Business leaders understand risk management. They’ve been managing financial risk for a very long time. Integrating cyber risk into your overall enterprise risk management program is a great way to start. At the leadership level, and at the board level, start having conversations around your cyber risk. Whether it’s with an internal resource who’s a subject matter expert who can, speak the language of the business and translate that back to cybersecurity, or having a very versed partner who can do that. Either way, it’s beneficial to have those conversations.

Integrating security into your overall risk management planning is crucial because now your board and leadership team are talking about it. It’s right in front of your CEO and your CFO to manage that risk. From there, you can support a security-first culture. Every employee should be a cyber warrior. You should have substantive cybersecurity acumen within your organization because it’s a necessity; it’s a business imperative. It’s part of managing overall risk.

What about artificial intelligence? Are there specific cybersecurity concerns related to AI?

Jason: With AI, I want to talk about the integrity side. AI is dependent upon the data that’s in the model and the way the model is trained. We’re seeing a lot of artificial intelligence engines come back with “hallucinations” which are providing erroneous information back to its users, perhaps because the model wasn’t trained correctly. There are also vulnerabilities with prompt injections that can manipulate AI engines into giving incorrect and potentially dangerous responses. The next phase of that is called model poisoning where, if a threat actor can get to that data model, they can poison the results of what that model is going to present back to the end user or the company.

What can be done to build and maintain a strong cybersecurity team and what role should a business leader look to play in fostering a security conscious culture?

Jason: We’ve seen the talent skills gap numbers thrown around by the media – anywhere from 300,000 to 1.5 million. What is the true talent gap that is being discussed in Washington, DC by some of the biggest leaders in cybersecurity? By 2024, experts expect there will be anywhere from 500,000 to 700,000 open roles in cybersecurity in the U.S. alone, and anywhere from 3 to 5 million globally open roles that cannot be filled.

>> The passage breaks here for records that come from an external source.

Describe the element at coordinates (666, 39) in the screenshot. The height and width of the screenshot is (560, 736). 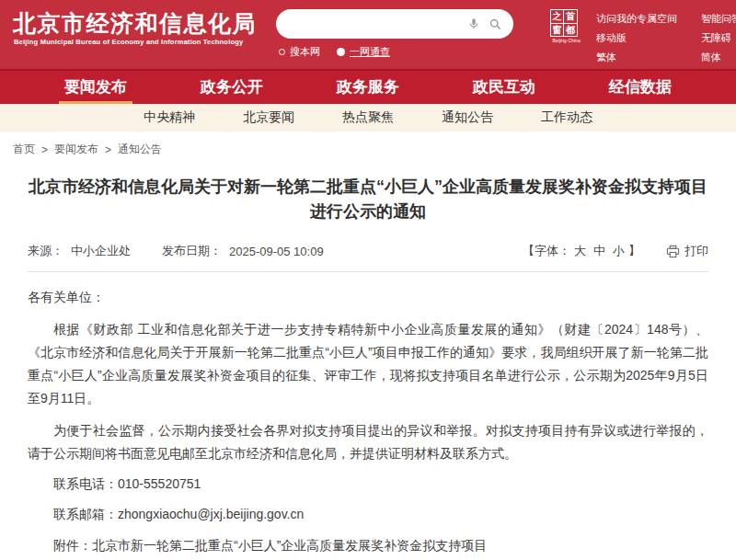
I see `header-links: 访问我的专属空间 智能问答 移动版 无障碍 繁体 简体` at that location.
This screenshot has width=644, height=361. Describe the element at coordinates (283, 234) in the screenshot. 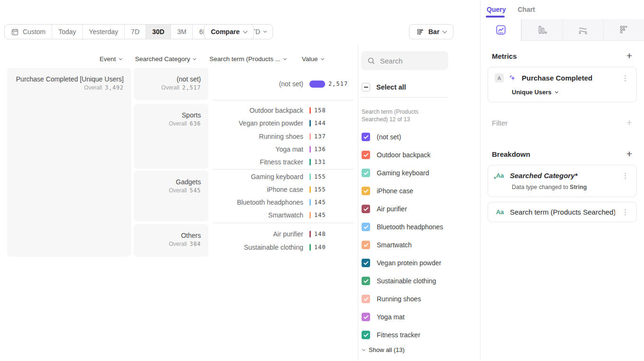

One of the things we talk about as a cybersecurity leadership consortium when CISOs get together, is that we really need to influence our HR departments in changing the way we hire. Let’s start looking at the attitude and aptitude of candidates versus whether or not they have a master’s degree. How much talent are we leaving behind at the K-12 level? Kids that may not be built for college but have massive potential nonetheless and could be developed into key contributors before they hit the workforce. Additionally, I’m getting interns from colleges that I can’t put to work right away so there’s a gap there because they aren’t ready for the work world. We need to create process to help entry-level workers so they can hit the ground running right away.

Do you need help assessing your cybersecurity posture? Contact Envision Technology Advisors.